March 10, 2006 at 8:25 am
I am trying to figure out a way to write a query with only one LIKE or PATINDEX statement in the Where clause that can return records based on whether the data in a single field matches one of several different patterns. I am using SQL Server 2000.
For instance, if we are dealing with a last name field that contains the following data:
Smith
Jones
Perkins
Smithers
Holt
I am looking for is a single statement that can return the records where the last name starts with either SMIT or PER, in this case returning:
Smith
Perkins
Smithers
What I would like is to have is code somewhat like this :
WHERE LastName LIKE '(SMIT|PER)%' -- (SMIT|PER) means "SMIT or PER")
not like this:
WHERE LastName LIKE 'SMIT%' OR LastName LIKE 'PER%'
Ultimately, this query will be built dynamically because there could be any number of different patterns to search on.
It seems like PATINDEX and LIKE can only test on one pattern at a time. I know you can set regular expressions to do this, but it doesn't seem to work within PATINDEX. I have tried using a UDF that calls the external VBScript.RegExp object, but performace is really bad.
Does anyone have any ideas?
Thanks,
Mark
March 10, 2006 at 9:42 am
Read up on 'Full-Text Search' in books online
Once it's set up, you can do things like...
WHERE CONTAINS(LastName, ' "SMIT*" OR "PER*" ')
Ryan Randall
Solutions are easy. Understanding the problem, now, that's the hard part.
March 10, 2006 at 10:25 am
Ryan,
I have never used full-text search and did not even think about it. I set it up and tried your suggestion and it works like a charm.
Thanks for your help.
Mark
October 20, 2007 at 9:53 am
You can also put the candidate values in a table and join to it if FTS is not an option.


• [Exercise instructions] Each line below containing the word "iliac" needs to be shown.

Start of Material provided

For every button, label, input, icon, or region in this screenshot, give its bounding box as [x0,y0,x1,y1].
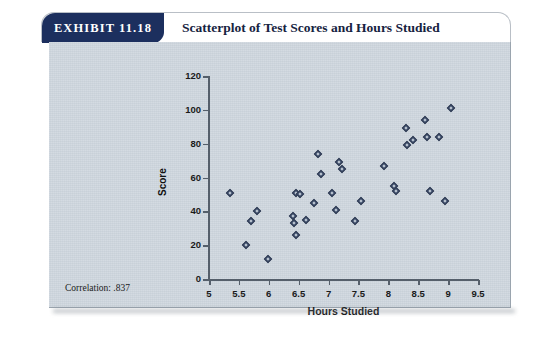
data-point [317,170,325,178]
data-point [435,133,443,141]
data-point [247,217,255,225]
exhibit-card-body: 02040608010012055.566.577.588.599.5Score… [49,42,511,308]
scatter-plot: 02040608010012055.566.577.588.599.5Score… [49,42,511,308]
x-tick [269,280,271,285]
y-tick-label: 100 [167,104,201,115]
data-point [421,116,429,124]
x-tick [478,280,480,285]
x-tick [329,280,331,285]
exhibit-number-label: EXHIBIT 11.18 [54,21,152,36]
data-point [296,190,304,198]
x-tick [418,280,420,285]
data-point [253,207,261,215]
x-axis-line [208,279,479,281]
y-tick-label: 0 [167,273,201,284]
y-tick-label: 60 [167,172,201,183]
x-tick-label: 9.5 [460,288,496,299]
data-point [327,188,335,196]
data-point [447,104,455,112]
x-tick [448,280,450,285]
x-tick [299,280,301,285]
data-point [242,241,250,249]
data-point [263,254,271,262]
x-tick [239,280,241,285]
x-tick [388,280,390,285]
x-tick [209,280,211,285]
data-point [351,217,359,225]
exhibit-number-badge: EXHIBIT 11.18 [42,13,164,43]
y-tick [203,211,208,213]
y-tick-label: 40 [167,205,201,216]
data-point [314,150,322,158]
data-point [441,197,449,205]
y-tick-label: 120 [167,70,201,81]
x-tick [358,280,360,285]
data-point [423,133,431,141]
exhibit-title: Scatterplot of Test Scores and Hours Stu… [182,20,440,36]
data-point [337,165,345,173]
exhibit-card: EXHIBIT 11.18 Scatterplot of Test Scores… [41,12,511,310]
data-point [331,205,339,213]
y-tick [203,178,208,180]
y-tick [203,76,208,78]
data-point [357,197,365,205]
correlation-note: Correlation: .837 [65,283,130,293]
data-point [291,231,299,239]
y-tick [203,279,208,281]
data-point [379,161,387,169]
y-tick [203,110,208,112]
data-point [402,124,410,132]
data-point [426,187,434,195]
y-axis-line [208,76,210,279]
data-point [309,199,317,207]
y-tick-label: 20 [167,239,201,250]
data-point [290,219,298,227]
data-point [226,188,234,196]
y-tick [203,245,208,247]
card-shadow [53,309,515,313]
y-tick [203,144,208,146]
data-point [302,216,310,224]
exhibit-card-header: EXHIBIT 11.18 Scatterplot of Test Scores… [41,12,511,42]
y-axis-title: Score [157,168,168,196]
y-tick-label: 80 [167,138,201,149]
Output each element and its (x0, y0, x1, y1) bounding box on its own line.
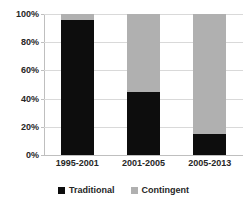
legend-item[interactable]: Contingent (131, 186, 190, 195)
y-axis-labels: 100%80%60%40%20%0% (0, 14, 44, 155)
x-axis-category-label: 1995-2001 (41, 158, 113, 169)
axis-baseline (44, 155, 243, 156)
y-axis-tick-label: 0% (26, 151, 39, 160)
bar-group[interactable] (193, 14, 226, 155)
bar-segment-traditional[interactable] (127, 92, 160, 155)
y-axis-tick (41, 42, 44, 43)
bar-segment-traditional[interactable] (61, 20, 94, 155)
y-axis-tick (41, 99, 44, 100)
plot-area (44, 14, 243, 155)
stacked-bar-chart: 100%80%60%40%20%0% 1995-20012001-2005200… (0, 0, 247, 204)
bar-group[interactable] (127, 14, 160, 155)
legend-swatch-icon (58, 187, 65, 194)
x-axis-category-label: 2005-2013 (174, 158, 246, 169)
legend-label: Contingent (142, 186, 190, 195)
legend-label: Traditional (69, 186, 115, 195)
y-axis-tick-label: 60% (21, 66, 39, 75)
y-axis-tick (41, 127, 44, 128)
y-axis-tick (41, 70, 44, 71)
legend-item[interactable]: Traditional (58, 186, 115, 195)
y-axis-tick (41, 14, 44, 15)
chart-legend: TraditionalContingent (0, 186, 247, 195)
bar-segment-contingent[interactable] (193, 14, 226, 134)
bar-segment-contingent[interactable] (61, 14, 94, 20)
x-axis-labels: 1995-20012001-20052005-2013 (44, 158, 243, 172)
y-axis-tick-label: 80% (21, 38, 39, 47)
y-axis-tick-label: 40% (21, 94, 39, 103)
y-axis-tick (41, 155, 44, 156)
y-axis-tick-label: 20% (21, 122, 39, 131)
legend-swatch-icon (131, 187, 138, 194)
bar-segment-traditional[interactable] (193, 134, 226, 155)
y-axis-tick-label: 100% (16, 10, 39, 19)
bar-group[interactable] (61, 14, 94, 155)
bar-segment-contingent[interactable] (127, 14, 160, 92)
x-axis-category-label: 2001-2005 (108, 158, 180, 169)
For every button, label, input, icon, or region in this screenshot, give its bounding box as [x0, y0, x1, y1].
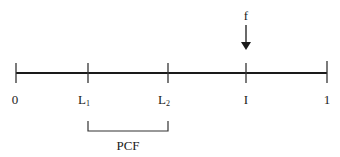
number-line-diagram: 0 L1 L2 I 1 PCF f: [0, 0, 340, 157]
label-1: 1: [324, 92, 331, 107]
label-0: 0: [12, 92, 19, 107]
label-l1: L1: [78, 92, 90, 108]
pcf-label: PCF: [116, 138, 139, 153]
label-i: I: [244, 92, 248, 107]
arrow-down-icon: [241, 42, 251, 50]
pcf-bracket: [88, 121, 168, 131]
label-l2: L2: [158, 92, 170, 108]
arrow-label-f: f: [244, 8, 249, 23]
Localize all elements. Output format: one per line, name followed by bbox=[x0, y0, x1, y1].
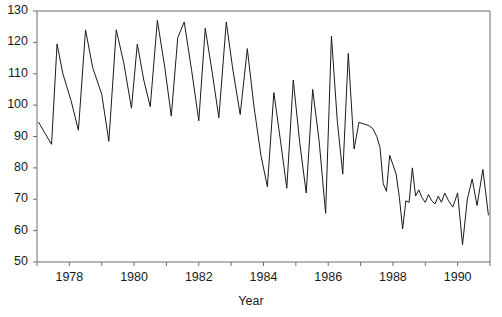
x-axis-title: Year bbox=[0, 294, 502, 308]
data-line-series-1 bbox=[39, 20, 489, 244]
y-tick-label: 130 bbox=[0, 3, 28, 17]
chart-figure: 5060708090100110120130 19781980198219841… bbox=[0, 0, 502, 317]
axis-frame bbox=[37, 11, 490, 262]
data-series-group bbox=[39, 20, 489, 244]
x-tick-label: 1984 bbox=[234, 270, 294, 284]
x-tick-label: 1990 bbox=[428, 270, 488, 284]
y-tick-label: 110 bbox=[0, 66, 28, 80]
x-tick-label: 1978 bbox=[39, 270, 99, 284]
y-tick-label: 90 bbox=[0, 129, 28, 143]
x-axis-ticks bbox=[37, 262, 490, 266]
x-tick-label: 1988 bbox=[363, 270, 423, 284]
x-tick-label: 1986 bbox=[298, 270, 358, 284]
x-tick-label: 1980 bbox=[104, 270, 164, 284]
y-tick-label: 60 bbox=[0, 223, 28, 237]
y-axis-ticks bbox=[33, 11, 37, 262]
y-tick-label: 50 bbox=[0, 254, 28, 268]
y-tick-label: 120 bbox=[0, 34, 28, 48]
y-tick-label: 70 bbox=[0, 191, 28, 205]
y-tick-label: 100 bbox=[0, 97, 28, 111]
x-tick-label: 1982 bbox=[169, 270, 229, 284]
y-tick-label: 80 bbox=[0, 160, 28, 174]
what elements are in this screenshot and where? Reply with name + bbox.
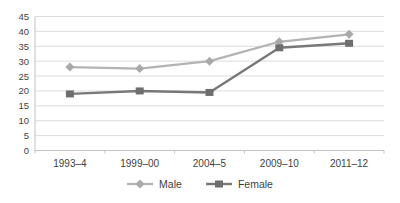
legend-item-male: Male: [127, 178, 182, 190]
x-axis-label: 1999–00: [120, 158, 159, 169]
y-axis-label: 25: [18, 71, 29, 82]
diamond-marker: [135, 64, 144, 73]
legend-item-female: Female: [206, 178, 273, 190]
square-marker: [215, 181, 223, 188]
x-axis-label: 2011–12: [330, 158, 369, 169]
chart-figure: 0510152025303540451993–41999–002004–5200…: [0, 0, 400, 203]
y-axis-label: 5: [24, 130, 29, 141]
legend-label-female: Female: [238, 178, 273, 190]
y-axis-label: 30: [18, 56, 29, 67]
diamond-marker: [136, 180, 145, 189]
y-axis-label: 45: [18, 11, 29, 22]
female-series-marker-icon: [206, 179, 232, 189]
square-marker: [136, 87, 144, 94]
y-axis-label: 0: [24, 145, 29, 156]
line-chart: 0510152025303540451993–41999–002004–5200…: [0, 0, 400, 176]
diamond-marker: [205, 57, 214, 66]
square-marker: [345, 40, 353, 47]
square-marker: [275, 44, 283, 51]
y-axis-label: 35: [18, 41, 29, 52]
y-axis-label: 40: [18, 26, 29, 37]
square-marker: [66, 90, 74, 97]
square-marker: [206, 89, 214, 96]
x-axis-label: 1993–4: [53, 158, 87, 169]
x-axis-label: 2004–5: [193, 158, 227, 169]
legend-label-male: Male: [159, 178, 182, 190]
chart-legend: Male Female: [0, 178, 400, 190]
y-axis-label: 15: [18, 100, 29, 111]
series-male: [65, 30, 353, 73]
y-axis-label: 20: [18, 85, 29, 96]
diamond-marker: [65, 63, 74, 72]
y-axis-label: 10: [18, 115, 29, 126]
male-series-marker-icon: [127, 179, 153, 189]
x-axis-label: 2009–10: [260, 158, 299, 169]
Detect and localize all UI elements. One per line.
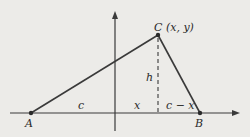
label-h: h bbox=[146, 71, 153, 84]
point-A bbox=[29, 111, 33, 115]
label-c-minus-x: c − x bbox=[166, 99, 195, 112]
label-C: C (x, y) bbox=[154, 21, 194, 34]
point-B bbox=[198, 111, 202, 115]
label-c: c bbox=[78, 99, 84, 112]
label-A: A bbox=[24, 117, 33, 130]
triangle-diagram: A B C (x, y) c x c − x h bbox=[0, 0, 250, 137]
label-B: B bbox=[194, 117, 203, 130]
label-x: x bbox=[134, 99, 141, 112]
y-axis-arrow-icon bbox=[112, 11, 118, 19]
diagram-canvas: A B C (x, y) c x c − x h bbox=[0, 0, 250, 137]
x-axis-arrow-icon bbox=[232, 110, 240, 116]
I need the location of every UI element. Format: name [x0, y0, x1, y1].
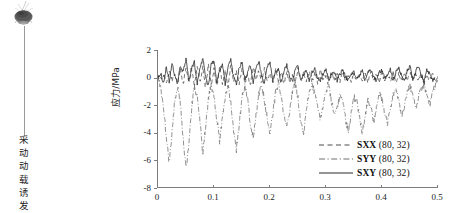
x-tick-label: 0.3	[310, 193, 340, 202]
caption-char: 动	[13, 146, 35, 159]
x-tick-label: 0.4	[366, 193, 396, 202]
y-tick-label: 2	[125, 46, 151, 55]
caption-char: 发	[13, 199, 35, 212]
legend-line-solid-icon	[318, 168, 354, 178]
x-tick-label: 0.1	[198, 193, 228, 202]
x-tick-label: 0.5	[422, 193, 451, 202]
caption-char: 诱	[13, 186, 35, 199]
y-tick-label: -2	[125, 101, 151, 110]
y-tick-label: -8	[125, 184, 151, 193]
y-tick-label: 0	[125, 73, 151, 82]
legend-label: SYY (80, 32)	[354, 154, 410, 164]
x-tick-label: 0	[142, 193, 172, 202]
stress-time-chart: 应力/MPa 20-2-4-6-8 00.10.20.30.40.5 SXX (…	[110, 38, 451, 213]
legend-label: SXY (80, 32)	[354, 168, 410, 178]
vertical-rod-icon	[24, 26, 25, 136]
caption-char: 载	[13, 173, 35, 186]
y-tick-mark	[154, 188, 157, 189]
y-tick-label: -6	[125, 156, 151, 165]
x-tick-label: 0.2	[254, 193, 284, 202]
legend-item[interactable]: SXX (80, 32)	[318, 138, 450, 152]
y-tick-label: -4	[125, 128, 151, 137]
legend-line-dashed-icon	[318, 140, 354, 150]
schematic-panel: 采 动 动 载 诱 发	[0, 0, 60, 213]
figure-root: 采 动 动 载 诱 发 应力/MPa 20-2-4-6-8 00.10.20.3…	[0, 0, 451, 213]
legend-line-dashdot-icon	[318, 154, 354, 164]
legend-label: SXX (80, 32)	[354, 140, 410, 150]
legend-item[interactable]: SYY (80, 32)	[318, 152, 450, 166]
y-axis-label: 应力/MPa	[109, 45, 123, 129]
caption-char: 动	[13, 159, 35, 172]
caption-char: 采	[13, 133, 35, 146]
legend-item[interactable]: SXY (80, 32)	[318, 166, 450, 180]
schematic-caption: 采 动 动 载 诱 发	[13, 133, 35, 212]
chart-legend: SXX (80, 32) SYY (80, 32) SXY (80, 32)	[318, 138, 450, 180]
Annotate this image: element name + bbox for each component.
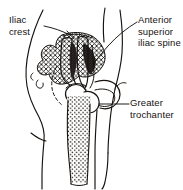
anatomy-figure: Iliac crest Anterior superior iliac spin… (0, 0, 183, 190)
label-iliac-crest: Iliac crest (9, 14, 30, 37)
label-greater-trochanter: Greater trochanter (130, 97, 174, 120)
leader-iliac-crest (44, 26, 70, 35)
anatomy-linework (26, 8, 137, 189)
label-anterior-superior-iliac-spine: Anterior superior iliac spine (138, 14, 181, 49)
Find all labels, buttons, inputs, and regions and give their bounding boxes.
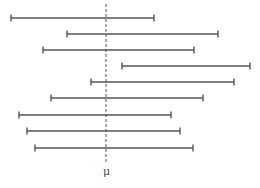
mu-label: μ (103, 165, 110, 178)
interval-8 (27, 128, 180, 135)
interval-3 (43, 47, 194, 54)
interval-6 (51, 95, 203, 102)
confidence-interval-chart (0, 0, 260, 188)
interval-7 (19, 112, 171, 119)
interval-9 (35, 145, 193, 152)
interval-5 (91, 79, 234, 86)
interval-2 (67, 31, 218, 38)
interval-4 (122, 63, 250, 70)
interval-1 (11, 15, 154, 22)
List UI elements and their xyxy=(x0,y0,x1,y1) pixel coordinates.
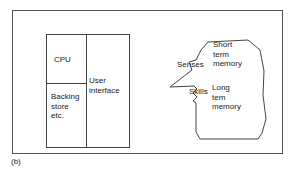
computer-vertical-divider xyxy=(86,35,87,147)
backing-store-cell-label: Backing store etc. xyxy=(51,92,79,121)
short-term-memory-label: Short term memory xyxy=(213,40,242,69)
long-term-memory-label: Long tem memory xyxy=(212,83,241,112)
figure-caption: (b) xyxy=(11,156,21,167)
computer-horizontal-divider xyxy=(47,83,86,84)
user-interface-cell-label: User interface xyxy=(89,76,120,95)
figure-container: CPU Backing store etc. User interface Se… xyxy=(0,0,295,171)
computer-block-diagram: CPU Backing store etc. User interface xyxy=(46,34,130,148)
human-head-diagram: Senses Skills Short term memory Long tem… xyxy=(163,29,288,149)
cpu-cell-label: CPU xyxy=(54,55,71,65)
figure-frame: CPU Backing store etc. User interface Se… xyxy=(12,10,283,154)
senses-label: Senses xyxy=(177,60,204,70)
skills-label: Skills xyxy=(189,87,208,97)
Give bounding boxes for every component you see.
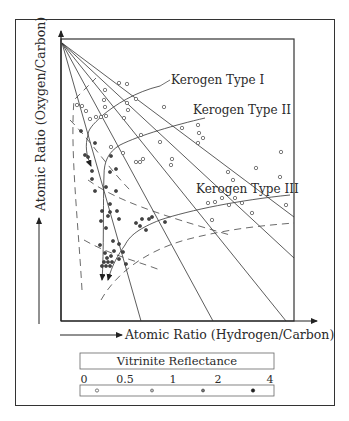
- label-kerogen-type-3: Kerogen Type III: [196, 182, 299, 196]
- legend-tick-4: 4: [267, 373, 274, 386]
- legend-tick-2: 2: [215, 373, 222, 386]
- van-krevelen-diagram: Kerogen Type I Kerogen Type II Kerogen T…: [0, 0, 349, 421]
- label-kerogen-type-1: Kerogen Type I: [171, 73, 264, 87]
- legend-symbol-box: [80, 385, 274, 396]
- x-axis-label: Atomic Ratio (Hydrogen/Carbon): [124, 327, 334, 342]
- legend-tick-0-5: 0.5: [116, 373, 134, 386]
- y-axis-label: Atomic Ratio (Oxygen/Carbon): [33, 17, 48, 212]
- legend-symbol-half: [202, 389, 205, 392]
- legend-tick-0: 0: [81, 373, 88, 386]
- label-kerogen-type-2: Kerogen Type II: [193, 103, 291, 117]
- leader-type1: [160, 80, 170, 86]
- legend-symbol-light: [151, 389, 154, 392]
- legend-title: Vitrinite Reflectance: [116, 354, 237, 368]
- legend-tick-1: 1: [170, 373, 177, 386]
- legend-symbol-open: [95, 389, 98, 392]
- legend-symbol-filled: [251, 389, 254, 392]
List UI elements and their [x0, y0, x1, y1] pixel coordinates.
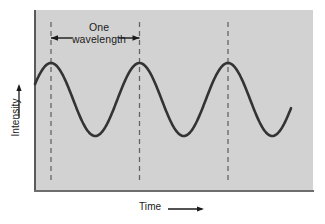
chart-svg — [0, 0, 325, 224]
x-axis-label: Time — [139, 201, 161, 212]
y-axis-group: Intensity — [4, 82, 26, 188]
wavelength-label-line2: wavelength — [60, 34, 138, 46]
wavelength-annotation: One wavelength — [60, 22, 138, 45]
crest-marker-lines — [51, 22, 228, 183]
wave-diagram-figure: One wavelength Intensity Time — [0, 0, 325, 224]
left-arrow-icon — [51, 35, 58, 41]
y-axis-label: Intensity — [10, 79, 21, 157]
right-arrow-icon — [197, 206, 204, 211]
wavelength-label-line1: One — [60, 22, 138, 34]
x-axis-arrow-group — [168, 206, 204, 211]
wave-curve — [35, 63, 291, 136]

End of Material provided

• [Response to this task]
anatomy-figure: Iliac crest Anterior superior iliac spin… (0, 0, 183, 190)
label-iliac-crest: Iliac crest (9, 14, 30, 37)
leader-iliac-crest (44, 26, 70, 35)
label-anterior-superior-iliac-spine: Anterior superior iliac spine (138, 14, 181, 49)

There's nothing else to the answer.